I woke up from my reverie and looked around. I was in the officer’s quarters on the Mao. I had managers whose motives I did not understand yet, but whose judgement seemed sound. I would accept their orders until I saw strong reasons to do otherwise. I had a team of like-minded colleagues who were all looking to me for guidance. We lacked mobility, but that could be arranged. We lacked good communications, but had good tools to start with. We lacked the small army of agents needed to investigate problems and effect changes, but I knew where to get them.
Toyami and Marin had gathered around me, looking concerned. Leilani and Sergei were right behind them. Leilani asked, “What are you thinking? You look different. The whole set of your face looks different.”
I smiled, perhaps a little grimly. “I do not know how we are going to do it, but I think I know what we have to do.”
2357-03-04 00:00
Proposal
My face might have been clear and purposeful, but my mind was furiously trying to review all the things I was supposed to be doing:
Huddle with Leilani over lunch (rats, already past)
Interrogate Sailor Matma Krishnamurti – probably in the brig on the ESDENG already
Discuss operational procedures
Flesh out the list of issues
Find the true identity of Mindy
Follow-up on the maintenance workers who repaired the Fairy Dust
Follow-up on the cargo handlers
Identify the origin of the nuclear weapons on both the Fairy Dust and the false Hanuman
The list spun on and on, getting more detailed as it went, but much of it was grunt work that I no longer had the time to do. I needed to focus on immediate priorities and to delegate responsibilities. First, apologize to Leilani, then address the group about operational procedures – strike that – about deep cover and procedures for cla
ndestine operations.
“Doctor Toyami, Agent Chou, you both are charged with keeping me sane and humane. I fear I am going to need your services more than I had anticipated over the next few months. Leilani, we were supposed to have a private discussion over lunch and I am afraid it got pre-empted by the Hanuman.”

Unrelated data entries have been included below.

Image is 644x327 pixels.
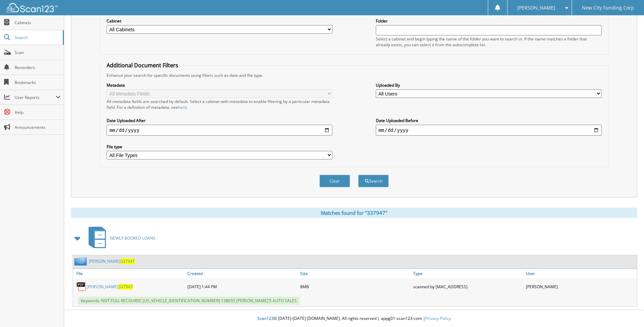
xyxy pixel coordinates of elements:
div: 8MB [298,280,411,293]
div: [PERSON_NAME] [524,280,637,293]
img: PDF.png [76,282,87,291]
iframe: Chat Widget [610,295,644,327]
span: Scan [15,49,60,55]
label: Cabinet [106,18,332,24]
button: Clear [319,175,350,188]
a: User [524,269,637,278]
span: Search [15,34,60,40]
span: NEWLY BOOKED LOANS [110,236,155,241]
span: Bookmarks [15,80,60,85]
a: Type [411,269,524,278]
div: © [DATE]-[DATE] [DOMAIN_NAME]. All rights reserved | appg01-scan123-com | [64,310,644,327]
a: File [73,269,186,278]
div: [DATE] 1:44 PM [186,280,298,293]
span: Reminders [15,65,60,70]
span: Keywords: NOT FULL RECOURSE [US_VEHICLE_IDENTIFICATION_NUMBER] 138655 [PERSON_NAME]'S AUTO SALES [78,297,299,304]
span: Cabinets [15,19,60,25]
span: Help [15,110,60,115]
label: Folder [376,18,601,24]
label: Metadata [106,82,332,88]
a: NEWLY BOOKED LOANS [84,224,155,252]
legend: Additional Document Filters [103,62,181,69]
img: scan123-logo-white.svg [6,3,58,12]
span: 337947 [119,284,133,289]
div: Enhance your search for specific documents using filters such as date and file type. [103,73,604,78]
a: Created [186,269,298,278]
label: Uploaded By [376,82,601,88]
input: end [376,125,601,136]
label: File type [106,144,332,149]
span: 337947 [121,258,135,264]
input: start [106,125,332,136]
span: Scan123 [257,315,273,321]
label: Date Uploaded Before [376,117,601,123]
span: [PERSON_NAME] [517,6,555,10]
div: All metadata fields are searched by default. Select a cabinet with metadata to enable filtering b... [106,99,332,110]
span: New City Funding Corp [582,6,634,10]
div: Matches found for "337947" [71,208,637,218]
div: scanned by [MAC_ADDRESS] [411,280,524,293]
span: User Reports [15,95,56,101]
button: Search [358,175,389,188]
a: Size [298,269,411,278]
a: [PERSON_NAME]337947 [87,284,133,289]
span: Announcements [15,125,60,130]
div: Select a cabinet and begin typing the name of the folder you want to search in. If the name match... [376,36,601,47]
a: Privacy Policy [425,315,451,321]
a: [PERSON_NAME]337947 [89,258,135,264]
img: folder2.png [75,257,89,265]
label: Date Uploaded After [106,117,332,123]
a: here [178,104,187,110]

She still was watching me somewhat warily. Even in my own ears, I did not sound like me, not even the me who managed to escape from Mars. She nodded and replied, “Yeah, but I forgive you. I knew what we had to do as soon as we recognized the ship’s model, but still could not tear myself away. And probably just as well. Who was that woman, and was she the body they found on the derelict? Why was anyone on the derelict, knowing it contained a bomb that would certainly be triggered when the ship reached its destination, and why then did she die en route? Did that ship even swing past Tantalus? Why is everything so bloody weird?”
“Welcome to Mars,” Sergei interjected. “Nothing ever makes sense in isolation with Martians. There are always five different factions with conflicting motives cooperating on each detail, and I was rarely able to find an overall plan. It was always a wonder to me that they could buy food, flush their sewers, or build homes, yet somehow it seemed to happen. Maybe the Imperium will bring some rationality to Mars. At least there will only be one madman on top.”